The temple’s celebration last December was denied by former DAS Director Adam Steen, who said he rejected the request because the proposed celebration contained elements that were “harmful to minors.”
Steen, who resigned from the position in September to run for the Republican nomination in the Iowa gubernatorial race, has made his denial of both the Satanic event and a request to hold an all-ages, family-friendly drag show at the Capitol focal points of his campaign.
On Monday, Steen celebrated the state’s denial of the temple’s request during a press conference in front of the Christmas tree in the State Capitol Rotunda. The press conference was scheduled ahead of the event request denial to urge Gov. Kim Reynolds and DAS to reject the temple's holiday celebration.
“This is not religious expression. It's not free speech, it is evil,” Steen told reporters as a group of supporters cheered behind him. “The reasons I denied this event last year are the same reasons it was denied this year. That's also why I'm the only candidate being sued by the Satanists as I speak. If that's not an endorsement telling our base who the enemy truly fears, I don't know what it is. This moment proves this is a battle between good and evil. Good has won."
Steen thanked Reynolds and current DAS director and former Webster County Supervisor Mark Campbell, who was appointed by Reynolds in October, for denying the temple’s request.
DAS’s second denial of the event request, which was initially slated to be held Dec. 13, according to the Iowa capitol complex event calendar, comes after the American Civil Liberties Union of Iowa filed a lawsuit on behalf of the Iowa Atheists and Freethinkers demanding the governor’s office release public records related to the decision to deny the temple’s request to hold a holiday celebration at the State Capitol Building.
The ACLU also filed a complaint with the Iowa Office of Civil Rights against Reynolds, Steen and DAS on behalf of the temple in June. It argues the state violated the Iowa Civil Rights Act and the group’s First Amendment rights by denying them the ability to use a public space that other religious groups have access to.
Matt Kezhaya, general counsel for the temple, said they are awaiting the screening decision on the complaint from the Iowa Office of Civil Rights, which is a procedural step required before filing a lawsuit in either state or federal court.
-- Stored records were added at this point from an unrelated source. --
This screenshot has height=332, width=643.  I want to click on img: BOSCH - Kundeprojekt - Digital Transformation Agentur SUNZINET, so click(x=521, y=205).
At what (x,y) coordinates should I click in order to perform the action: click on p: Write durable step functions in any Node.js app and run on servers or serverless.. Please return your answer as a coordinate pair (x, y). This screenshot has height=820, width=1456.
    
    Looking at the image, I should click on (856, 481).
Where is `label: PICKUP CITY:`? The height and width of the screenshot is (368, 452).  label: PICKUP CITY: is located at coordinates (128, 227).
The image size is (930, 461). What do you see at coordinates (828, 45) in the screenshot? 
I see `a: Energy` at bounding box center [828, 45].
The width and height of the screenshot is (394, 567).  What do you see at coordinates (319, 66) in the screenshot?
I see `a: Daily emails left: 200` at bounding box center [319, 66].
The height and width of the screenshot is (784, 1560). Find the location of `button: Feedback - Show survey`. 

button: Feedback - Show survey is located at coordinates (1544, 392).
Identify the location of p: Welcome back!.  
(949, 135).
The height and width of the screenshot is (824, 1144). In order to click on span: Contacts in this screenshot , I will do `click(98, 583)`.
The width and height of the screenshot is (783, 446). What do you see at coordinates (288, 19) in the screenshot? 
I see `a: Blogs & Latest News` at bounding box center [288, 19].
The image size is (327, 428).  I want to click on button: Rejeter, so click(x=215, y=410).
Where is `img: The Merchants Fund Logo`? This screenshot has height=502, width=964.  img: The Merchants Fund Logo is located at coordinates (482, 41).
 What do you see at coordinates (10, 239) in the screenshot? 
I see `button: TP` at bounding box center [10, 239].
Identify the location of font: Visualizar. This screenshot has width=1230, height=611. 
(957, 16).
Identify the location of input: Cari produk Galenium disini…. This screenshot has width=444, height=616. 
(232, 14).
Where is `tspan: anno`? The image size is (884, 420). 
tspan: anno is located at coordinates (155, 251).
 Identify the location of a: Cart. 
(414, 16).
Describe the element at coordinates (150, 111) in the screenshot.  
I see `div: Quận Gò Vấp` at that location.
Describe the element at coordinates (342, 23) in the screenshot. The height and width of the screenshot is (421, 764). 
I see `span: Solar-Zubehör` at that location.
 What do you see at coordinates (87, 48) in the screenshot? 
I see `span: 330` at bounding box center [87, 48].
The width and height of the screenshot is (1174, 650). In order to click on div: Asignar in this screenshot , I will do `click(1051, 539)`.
He added that the Iowa Civil Rights Act provides statutory protection against religious discrimination.
"The government is not permitted to deny public services or benefits to people or religious groups because officials disagree with their beliefs or viewpoints. Once State officials open up the Capitol to public events, as it has for displays and events around the holidays, they can’t legally exclude The Satanic Temple because of its disfavored or minority viewpoint," Kezhaya said in a statement to the Lee-Gazette Des Moines Bureau. "Certainly, the State should not compound the significant harm its officials have already caused by doubling down on illegal and unconstitutional discrimination."
Steen approved the temple’s holiday display at the Iowa State Capitol in 2023, which he said was different from the 2024 “ritual.”
The 2023 display featured an inverted pentagram, poinsettias and the head of a statue of horned deity Baphomet.
“I did that because it was not a matter of whether or not it was harmful to minors. It's a static statue, and I did not want to fight a free-speech issue at that time,” Steen told reporters.
The statue was destroyed by Michael Cassidy, a former congressional and legislative candidate from Mississippi. He pleaded guilty to an aggravated misdemeanor of third-degree criminal mischief in May, 2024, and was sentenced to probation.